The title piece “I’d Rather Be A Butterfly…” is a large expansive space, maintaining  its fidelity to the Abstract Expressionist idiom, though instead of continuous, and contiguous, color passages that expectedly cohere, Katigbak opts for a dispersing aggrupation, like distraught islands separating from the archipelago in the undertow of volcanic upheaval, such as evinced by the artist’s id – that part of the psyche, residing in the subconscious that is “the source of instinctive impulses”  seeking satisfaction driven by the pleasure principle. And yet, the delicate and tender allusion to the butterfly—which pertains surely to the persona of the artist—is such a warm, congenial metaphorical presence. 

I’d Rather Be a Butterfly' and Outside the Box'

Katigbak attacks her canvas—for that is the word—with rapacious relish and gusto, an exhilarating, freewheeling, angel-may-care abandon, instinctively knowing where the lines should somersault in exuberance, or coil if only to release an increasing build-up of tension. She likes to whip up a painting into frenzy, though the dripping helter-skelter lines have an unexpected wispiness. And thence, after the throes and orgy of creation…she steps back with surprising dispassion and detachment. The painting— like the butterfly released from its chrysalis—flutters away with a life of its own.

The other metaphor Katigbak mirrors herself, is the clown. (What a delight to know that she has attended a Clown School in Paris!) That comical, carnival character—all grin and glee on the outside, but weeping on the inside—appeals to the artist who is herself no stranger to throbbing pain, emitting sobs of laughter.

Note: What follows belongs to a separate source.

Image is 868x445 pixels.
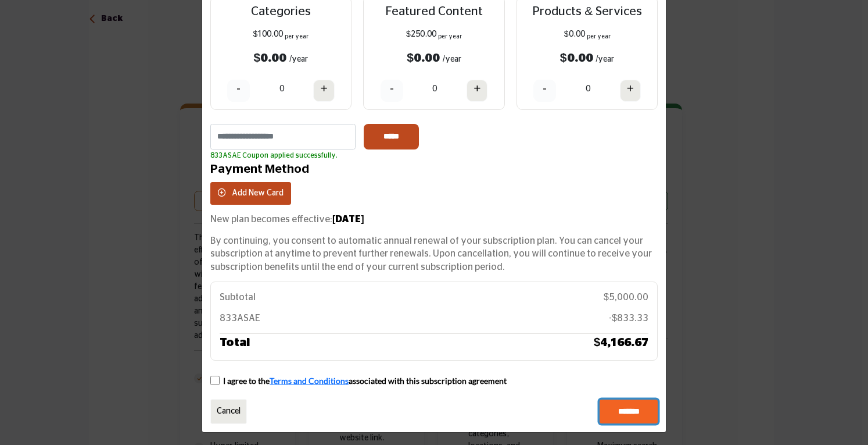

Thus, the work with the twin hearts alluding to the aria “Vissi d’arte, vissi d’amore (“I lived for art, I lived for Love” from the Puccini opera Tosca, which the artist’s own mother, the late soprano Evelyn Kalaw once sang with the Italian tenor Arigo Pola – is at once particularly chilling and affecting. There are more: the flamboyant “Mother and Son Clown” which is a portrait of the artist and her son Dondi, Matilda (Clown with a Hooked Nose), and Clown with Two Breasts. While these works are utterly contemporary, it must be said mentioned posthaste that clowns were depicted as early as 2,400 BC, in the ancient hieroglyphs of Egypt. The sheer timelessness of the clown imagery has drawn the interest of the French expressionist Georges Roualt and our very own Ang Kiukok.

Now happily immersed in her own self-acceptance and self-love, Grace Katigbak Kalaw has come into her own, having found her voice and visual language. Anguish (or memories of it), as she says, she can pour into her writings, but painting for her is exultance and sheer exhilaration of the spirit, ensconced within her, by the grace of God. 

Of this, there can be no doubt: her life has illumined her art.

(Cid Reyes is the author of coffee-table books on National Artists Arturo Luz, BenCab, J. Elizalde Navarro, and Napoleon Abueva.  He received a Best in Art Criticism Award from the Art Association of the Philippines.)